During the pandemic, Lake Tahoe developed a “people problem”—or so a recent Guardian piece argues, describing an “influx of remote workers, second home buyers, traffic gridlock, and packed beaches,” a general overcrowding that has intensified over the past few years. The problem the article describes is a more extreme version of a familiar dynamic, with exploding real estate prices providing windfalls for longtime homeowners while increasing pressure on renters and pricing out prospective buyers. The median home price in Lake Tahoe has tripled between 2012 and 2021, exacerbating the basin’s labor shortage as locals relocate to nearby towns like Reno. On one hand, a “people problem”—a surplus of people—is another way of framing a housing shortage. With more people than housing, you can say there’s either too much of one or too little of the other; the default method for resolving that mismatch, the market, is supposed to balance supply and demand via pricing, eliminating shortages and surpluses altogether. Of course, housing doesn’t work that way. “There is a limit to how much housing can ever be constructed in the basin,” the article notes, in addition to height restrictions that preserve the natural landscape. As ever-rising prices indicate, the number of people who would like to have a place in Lake Tahoe exceeds that limit and is growing faster than the housing supply probably ever can.
Going to miss the numbers, especially as a chronic binge-r. All the more reason to check in more frequently!
I wonder if the impetus for new urban projects to be complex and primed for seamlessness comes from the fact that these sensibilities are baked into our digital technology
Interesting story about Lake Tahoe (idea for a streaming service TV show: 30's something hipster couple flees NYC during COVID for Lake Tahoe, but finds the same problems there, culture clash based hilarity ensues).
In terms of the Saudis' new crazy city, I suspect it will be a lot like the "World Cup Cities" that were recently created, documented excellently by a Youtuber: https://www.youtube.com/watch?v=d59XSzwxRlo major themes were: this has clearly been thrown together last minute and not thought out, it's totally dependent on literal army of foreign workers, incredibly expensive, and deeply tacky. Anyway reminds me of this classic short bit from the late great Robert Hughes documentary of 20th Century art The Shock of the New about Brasilia, which was once suppose to be the city of the future too: https://www.youtube.com/watch?v=he4C7gWEpEU. Remember kids, nothing dates faster than people's fantasies about the future.
Dub Housing
Going to miss the numbers, especially as a chronic binge-r. All the more reason to check in more frequently!

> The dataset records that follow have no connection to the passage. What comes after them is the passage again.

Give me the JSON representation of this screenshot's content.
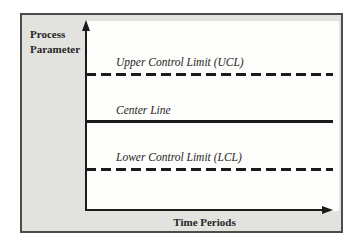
{
  "diagram": {
    "type": "control-chart-schematic",
    "y_axis_label": "Process Parameter",
    "x_axis_label": "Time Periods",
    "lines": [
      {
        "name": "upper-control-limit",
        "label": "Upper Control Limit (UCL)",
        "style": "dashed"
      },
      {
        "name": "center-line",
        "label": "Center Line",
        "style": "solid"
      },
      {
        "name": "lower-control-limit",
        "label": "Lower Control Limit (LCL)",
        "style": "dashed"
      }
    ],
    "colors": {
      "frame_background": "#e2e2df",
      "plot_background": "#fdfdfb",
      "line": "#1b1b1b",
      "border": "#4c4c48",
      "text": "#262626"
    }
  }
}
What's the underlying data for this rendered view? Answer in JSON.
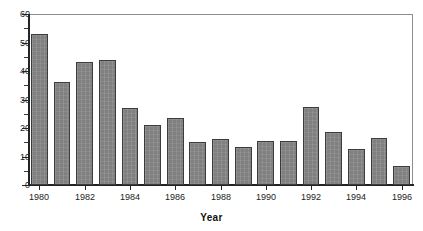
{
  "chart_data": {
    "type": "bar",
    "title": "",
    "xlabel": "Year",
    "ylabel": "",
    "categories": [
      1980,
      1981,
      1982,
      1983,
      1984,
      1985,
      1986,
      1987,
      1988,
      1989,
      1990,
      1991,
      1992,
      1993,
      1994,
      1995,
      1996
    ],
    "values": [
      53,
      36,
      43,
      44,
      27,
      21,
      23.5,
      15,
      16,
      13.5,
      15.5,
      15.5,
      27.5,
      18.5,
      12.5,
      16.5,
      6.5
    ],
    "xlim": [
      1979.5,
      1996.5
    ],
    "ylim": [
      0,
      60
    ],
    "ytick_labels": [
      "0",
      "10",
      "20",
      "30",
      "40",
      "50",
      "60"
    ],
    "ytick_values": [
      0,
      10,
      20,
      30,
      40,
      50,
      60
    ],
    "yminor_step": 5,
    "xtick_labels": [
      "1980",
      "1982",
      "1984",
      "1986",
      "1988",
      "1990",
      "1992",
      "1994",
      "1996"
    ],
    "xtick_values": [
      1980,
      1982,
      1984,
      1986,
      1988,
      1990,
      1992,
      1994,
      1996
    ],
    "grid": false,
    "legend": false,
    "legend_position": "none",
    "bar_color": "#808080",
    "bar_edge_color": "#3c3c3c",
    "axis_color": "#242424",
    "plot_border_color": "#8e8e8e",
    "background_color": "#ffffff"
  }
}
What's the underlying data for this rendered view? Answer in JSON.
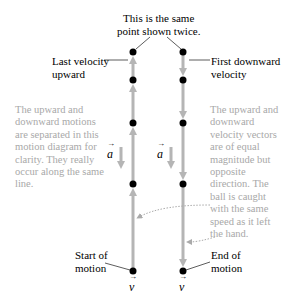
{
  "title": {
    "line1": "This is the same",
    "line2": "point shown twice."
  },
  "labels": {
    "last_velocity_up_1": "Last velocity",
    "last_velocity_up_2": "upward",
    "first_down_1": "First downward",
    "first_down_2": "velocity",
    "start_1": "Start of",
    "start_2": "motion",
    "end_1": "End of",
    "end_2": "motion"
  },
  "notes": {
    "left": [
      "The upward and",
      "downward motions",
      "are separated in this",
      "motion diagram for",
      "clarity. They really",
      "occur along the same",
      "line."
    ],
    "right": [
      "The upward and",
      "downward",
      "velocity vectors",
      "are of equal",
      "magnitude but",
      "opposite",
      "direction. The",
      "ball is caught",
      "with the same",
      "speed as it left",
      "the hand."
    ]
  },
  "symbols": {
    "acceleration": "a",
    "velocity": "v"
  },
  "colors": {
    "vector": "#b5b5b5",
    "dot": "#000000",
    "note_text": "#a8a8a8",
    "leader": "#333333"
  },
  "diagram": {
    "upward_column_x": 133,
    "downward_column_x": 183,
    "dot_y": [
      52,
      80,
      123,
      184,
      271
    ]
  }
}
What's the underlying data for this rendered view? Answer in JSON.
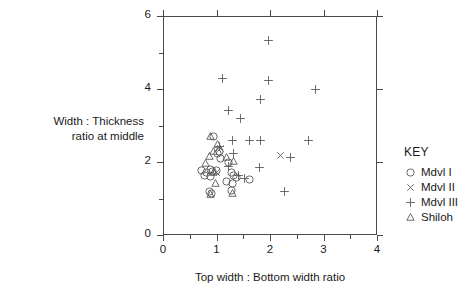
{
  "chart_data": {
    "type": "scatter",
    "title": "",
    "xlabel": "Top width : Bottom width ratio",
    "ylabel_lines": [
      "Width : Thickness",
      "ratio at middle"
    ],
    "ylabel": "Width : Thickness ratio at middle",
    "xlim": [
      0,
      4
    ],
    "ylim": [
      0,
      6
    ],
    "xticks": [
      0,
      1,
      2,
      3,
      4
    ],
    "xticklabels": [
      "0",
      "1",
      "2",
      "3",
      "4"
    ],
    "yticks": [
      0,
      2,
      4,
      6
    ],
    "yticklabels": [
      "0",
      "2",
      "4",
      "6"
    ],
    "x_minor_ticks": [
      0.5,
      1.5,
      2.5,
      3.5
    ],
    "y_minor_ticks": [
      1,
      3,
      5
    ],
    "grid": false,
    "legend_position": "right-outside",
    "legend_title": "KEY",
    "series": [
      {
        "name": "Mdvl I",
        "marker": "circle",
        "points": [
          [
            0.95,
            2.7
          ],
          [
            1.05,
            2.28
          ],
          [
            1.02,
            2.22
          ],
          [
            1.08,
            2.1
          ],
          [
            1.22,
            2.0
          ],
          [
            0.72,
            1.78
          ],
          [
            0.82,
            1.72
          ],
          [
            0.88,
            1.8
          ],
          [
            0.92,
            1.74
          ],
          [
            1.0,
            1.76
          ],
          [
            0.78,
            1.62
          ],
          [
            0.88,
            1.6
          ],
          [
            1.28,
            1.7
          ],
          [
            1.32,
            1.62
          ],
          [
            1.38,
            1.58
          ],
          [
            1.18,
            1.46
          ],
          [
            1.3,
            1.42
          ],
          [
            1.62,
            1.52
          ],
          [
            0.86,
            1.18
          ],
          [
            0.9,
            1.14
          ],
          [
            1.28,
            1.22
          ]
        ]
      },
      {
        "name": "Mdvl II",
        "marker": "cross-x",
        "points": [
          [
            1.07,
            2.38
          ],
          [
            1.0,
            1.7
          ],
          [
            2.2,
            2.18
          ]
        ]
      },
      {
        "name": "Mdvl III",
        "marker": "plus",
        "points": [
          [
            1.98,
            5.32
          ],
          [
            1.12,
            4.28
          ],
          [
            1.98,
            4.22
          ],
          [
            2.85,
            4.0
          ],
          [
            1.82,
            3.72
          ],
          [
            1.22,
            3.4
          ],
          [
            1.45,
            3.2
          ],
          [
            1.06,
            2.42
          ],
          [
            1.3,
            2.6
          ],
          [
            1.62,
            2.58
          ],
          [
            1.82,
            2.58
          ],
          [
            2.72,
            2.58
          ],
          [
            1.32,
            2.22
          ],
          [
            2.38,
            2.12
          ],
          [
            1.22,
            1.88
          ],
          [
            1.8,
            1.86
          ],
          [
            1.42,
            1.62
          ],
          [
            1.52,
            1.56
          ],
          [
            2.28,
            1.18
          ]
        ]
      },
      {
        "name": "Shiloh",
        "marker": "triangle",
        "points": [
          [
            0.88,
            2.7
          ],
          [
            1.02,
            2.48
          ],
          [
            0.95,
            2.3
          ],
          [
            0.86,
            2.16
          ],
          [
            1.18,
            2.12
          ],
          [
            0.8,
            1.96
          ],
          [
            0.94,
            1.72
          ],
          [
            0.98,
            1.42
          ],
          [
            0.88,
            1.12
          ],
          [
            1.3,
            1.14
          ],
          [
            1.32,
            2.02
          ]
        ]
      }
    ]
  },
  "legend": {
    "title": "KEY",
    "items": [
      {
        "label": "Mdvl I",
        "marker": "circle"
      },
      {
        "label": "Mdvl II",
        "marker": "cross-x"
      },
      {
        "label": "Mdvl III",
        "marker": "plus"
      },
      {
        "label": "Shiloh",
        "marker": "triangle"
      }
    ]
  },
  "colors": {
    "axis": "#4a4a4a",
    "marker": "#5a5a5a",
    "text": "#1a1a1a",
    "background": "#ffffff"
  }
}
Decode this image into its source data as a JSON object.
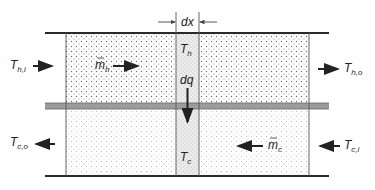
{
  "diagram": {
    "labels": {
      "dx": "dx",
      "T_h": "T",
      "T_h_sub": "h",
      "dq": "dq",
      "T_c": "T",
      "T_c_sub": "c",
      "hot_inlet": "T",
      "hot_inlet_sub": "h,i",
      "hot_outlet": "T",
      "hot_outlet_sub": "h,o",
      "cold_inlet": "T",
      "cold_inlet_sub": "c,i",
      "cold_outlet": "T",
      "cold_outlet_sub": "c,o",
      "m_h": "m",
      "m_h_sub": "h",
      "m_c": "m",
      "m_c_sub": "c"
    },
    "colors": {
      "line": "#2a2a2a",
      "wall": "#9a9a9a",
      "hot_dots": "#7a7a7a",
      "cold_dots": "#b0b0b0",
      "strip_bg": "#ececec"
    },
    "flows": {
      "hot_direction": "left-to-right",
      "cold_direction": "right-to-left",
      "heat_flow": "downward"
    }
  }
}
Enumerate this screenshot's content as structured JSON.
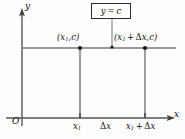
{
  "figure": {
    "colors": {
      "background": "#fdfdfd",
      "axis": "#55555a",
      "line": "#6a6a70",
      "marker": "#1a1a1a",
      "box_border": "#2b2b2b",
      "text": "#111111"
    },
    "axes": {
      "y_label": "y",
      "x_label": "x",
      "origin_label": "O"
    },
    "function_box": {
      "label": "y = c",
      "lhs": "y",
      "equals": "=",
      "rhs": "c"
    },
    "points": [
      {
        "name": "left-point",
        "label": "(x1,c)",
        "x_part": "x",
        "x_sub": "1",
        "y_part": "c",
        "px": 80,
        "py": 48
      },
      {
        "name": "right-point",
        "label": "(x1 + Δx,c)",
        "x_part": "x",
        "x_sub": "1",
        "delta": "Δ",
        "delta_var": "x",
        "y_part": "c",
        "px": 145,
        "py": 48
      }
    ],
    "x_ticks": [
      {
        "name": "tick-x1",
        "label": "x1",
        "base": "x",
        "sub": "1",
        "px": 80
      },
      {
        "name": "tick-x1-plus-dx",
        "label": "x1 + Δx",
        "base": "x",
        "sub": "1",
        "plus": "+",
        "delta": "Δ",
        "delta_var": "x",
        "px": 145
      }
    ],
    "interval_label": {
      "name": "delta-x",
      "delta": "Δ",
      "var": "x",
      "label": "Δx"
    },
    "geometry": {
      "y_axis_x": 22,
      "x_axis_y": 118,
      "constant_line_y": 48,
      "constant_line_x_end": 176,
      "leader_line_x": 112,
      "leader_top_y": 19,
      "leader_bottom_y": 48
    }
  }
}
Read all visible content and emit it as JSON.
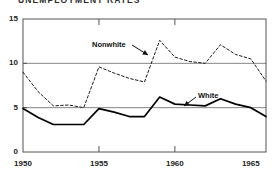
{
  "chart_data": {
    "type": "line",
    "title": "UNEMPLOYMENT RATES",
    "xlabel": "",
    "ylabel": "",
    "xlim": [
      1950,
      1966
    ],
    "ylim": [
      0,
      15
    ],
    "grid": true,
    "gridlines_y": [
      5,
      10
    ],
    "legend_position": "inline-annotation",
    "yticks": [
      0,
      5,
      10,
      15
    ],
    "ytick_labels": [
      "0",
      "5",
      "10",
      "15"
    ],
    "xticks": [
      1950,
      1955,
      1960,
      1965
    ],
    "xtick_labels": [
      "1950",
      "1955",
      "1960",
      "1965"
    ],
    "x": [
      1950,
      1951,
      1952,
      1953,
      1954,
      1955,
      1956,
      1957,
      1958,
      1959,
      1960,
      1961,
      1962,
      1963,
      1964,
      1965,
      1966
    ],
    "series": [
      {
        "name": "Nonwhite",
        "style": "dashed",
        "values": [
          9.0,
          6.8,
          5.2,
          5.3,
          5.0,
          9.6,
          8.9,
          8.3,
          7.9,
          12.6,
          10.7,
          10.2,
          10.0,
          12.1,
          11.0,
          10.5,
          8.0
        ]
      },
      {
        "name": "White",
        "style": "solid",
        "values": [
          4.9,
          3.9,
          3.1,
          3.1,
          3.1,
          4.9,
          4.5,
          4.0,
          4.0,
          6.2,
          5.4,
          5.3,
          5.2,
          6.0,
          5.4,
          5.0,
          4.0
        ]
      }
    ],
    "annotations": [
      {
        "label": "Nonwhite",
        "points_to_year": 1958
      },
      {
        "label": "White",
        "points_to_year": 1959
      }
    ]
  },
  "colors": {
    "axis": "#555555",
    "gridline": "#777777",
    "nonwhite_line": "#1a1a1a",
    "white_line": "#000000",
    "text": "#1a1a1a",
    "background": "#ffffff"
  }
}
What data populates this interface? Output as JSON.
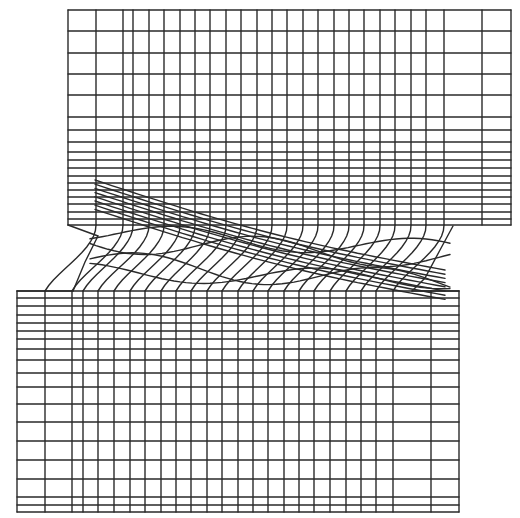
{
  "diagram": {
    "type": "deformed-finite-element-mesh",
    "stroke_color": "#2a2a2a",
    "background_color": "#ffffff",
    "top_block": {
      "x_lines": [
        68,
        96,
        123,
        133,
        149,
        164,
        180,
        195,
        210,
        226,
        241,
        257,
        272,
        287,
        303,
        318,
        334,
        349,
        364,
        380,
        395,
        411,
        426,
        444,
        482,
        511
      ],
      "y_lines": [
        10,
        31,
        53,
        74,
        95,
        117,
        130,
        142,
        152,
        160,
        168,
        176,
        183,
        190,
        197,
        204,
        212,
        219,
        225
      ],
      "x_left": 68,
      "x_right": 511,
      "y_top": 10,
      "y_bottom": 225
    },
    "bottom_block": {
      "x_lines": [
        17,
        45,
        72,
        83,
        98,
        114,
        130,
        145,
        161,
        176,
        191,
        207,
        222,
        238,
        253,
        268,
        284,
        299,
        314,
        330,
        346,
        361,
        376,
        393,
        431,
        459
      ],
      "y_lines": [
        291,
        298,
        306,
        315,
        323,
        331,
        339,
        349,
        360,
        373,
        387,
        404,
        422,
        441,
        460,
        479,
        497,
        505,
        512
      ],
      "x_left": 17,
      "x_right": 459,
      "y_top": 291,
      "y_bottom": 512
    },
    "shear_band": {
      "left_free_edge": [
        [
          68,
          225
        ],
        [
          98,
          236
        ],
        [
          85,
          262
        ],
        [
          73,
          291
        ]
      ],
      "right_free_edge": [
        [
          453,
          226
        ],
        [
          440,
          250
        ],
        [
          425,
          278
        ],
        [
          412,
          291
        ]
      ],
      "band_lines": 8
    }
  }
}
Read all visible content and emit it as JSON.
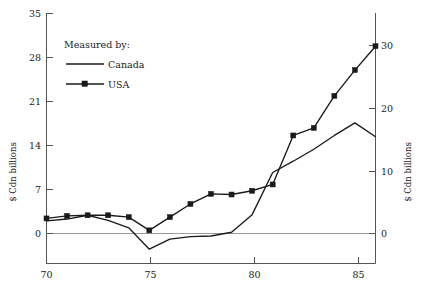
{
  "chart_data": {
    "type": "line",
    "title": "",
    "xlabel": "",
    "ylabel": "$ Cdn billions",
    "y2label": "$ Cdn billions",
    "legend_title": "Measured by:",
    "legend_position": "upper-left-inside",
    "grid": false,
    "xlim": [
      70,
      86
    ],
    "ylim": [
      -3.5,
      35
    ],
    "y2lim": [
      -5,
      50
    ],
    "xticks": [
      70,
      75,
      80,
      85
    ],
    "xticklabels": [
      "70",
      "75",
      "80",
      "85"
    ],
    "yticks": [
      0,
      7,
      14,
      21,
      28,
      35
    ],
    "yticklabels": [
      "0",
      "7",
      "14",
      "21",
      "28",
      "35"
    ],
    "y2ticks": [
      0,
      10,
      20,
      30
    ],
    "y2ticklabels": [
      "0",
      "10",
      "20",
      "30"
    ],
    "x": [
      70,
      71,
      72,
      73,
      74,
      75,
      76,
      77,
      78,
      79,
      80,
      81,
      82,
      83,
      84,
      85,
      86
    ],
    "series": [
      {
        "name": "Canada",
        "marker": "none",
        "values": [
          2.0,
          2.3,
          2.9,
          2.1,
          0.9,
          -2.5,
          -0.9,
          -0.5,
          -0.4,
          0.2,
          3.0,
          9.7,
          11.5,
          13.4,
          15.6,
          17.6,
          15.4
        ]
      },
      {
        "name": "USA",
        "marker": "square",
        "values": [
          2.4,
          2.8,
          2.9,
          2.9,
          2.6,
          0.5,
          2.6,
          4.7,
          6.3,
          6.2,
          6.8,
          7.8,
          15.6,
          16.8,
          21.9,
          26.0,
          29.8
        ]
      }
    ]
  },
  "legend": {
    "title": "Measured by:",
    "entries": [
      {
        "label": "Canada",
        "style": "line"
      },
      {
        "label": "USA",
        "style": "line-marker"
      }
    ]
  },
  "axes": {
    "left_title": "$ Cdn billions",
    "right_title": "$ Cdn billions"
  },
  "colors": {
    "line": "#1a1a1a",
    "axis": "#555555",
    "zero": "#9a9a9a",
    "background": "#ffffff"
  }
}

I wonder if the impetus for new urban projects to be complex and primed for seamlessness comes from the fact that these sensibilities are baked into our digital technology
Interesting story about Lake Tahoe (idea for a streaming service TV show: 30's something hipster couple flees NYC during COVID for Lake Tahoe, but finds the same problems there, culture clash based hilarity ensues).
In terms of the Saudis' new crazy city, I suspect it will be a lot like the "World Cup Cities" that were recently created, documented excellently by a Youtuber: https://www.youtube.com/watch?v=d59XSzwxRlo major themes were: this has clearly been thrown together last minute and not thought out, it's totally dependent on literal army of foreign workers, incredibly expensive, and deeply tacky. Anyway reminds me of this classic short bit from the late great Robert Hughes documentary of 20th Century art The Shock of the New about Brasilia, which was once suppose to be the city of the future too: https://www.youtube.com/watch?v=he4C7gWEpEU. Remember kids, nothing dates faster than people's fantasies about the future.
"In honor of hitting issue #200 I retired the numbering system."
But kept the naming system- I hope that stays!
P.S. Huge shout for working Pere Ubu in here.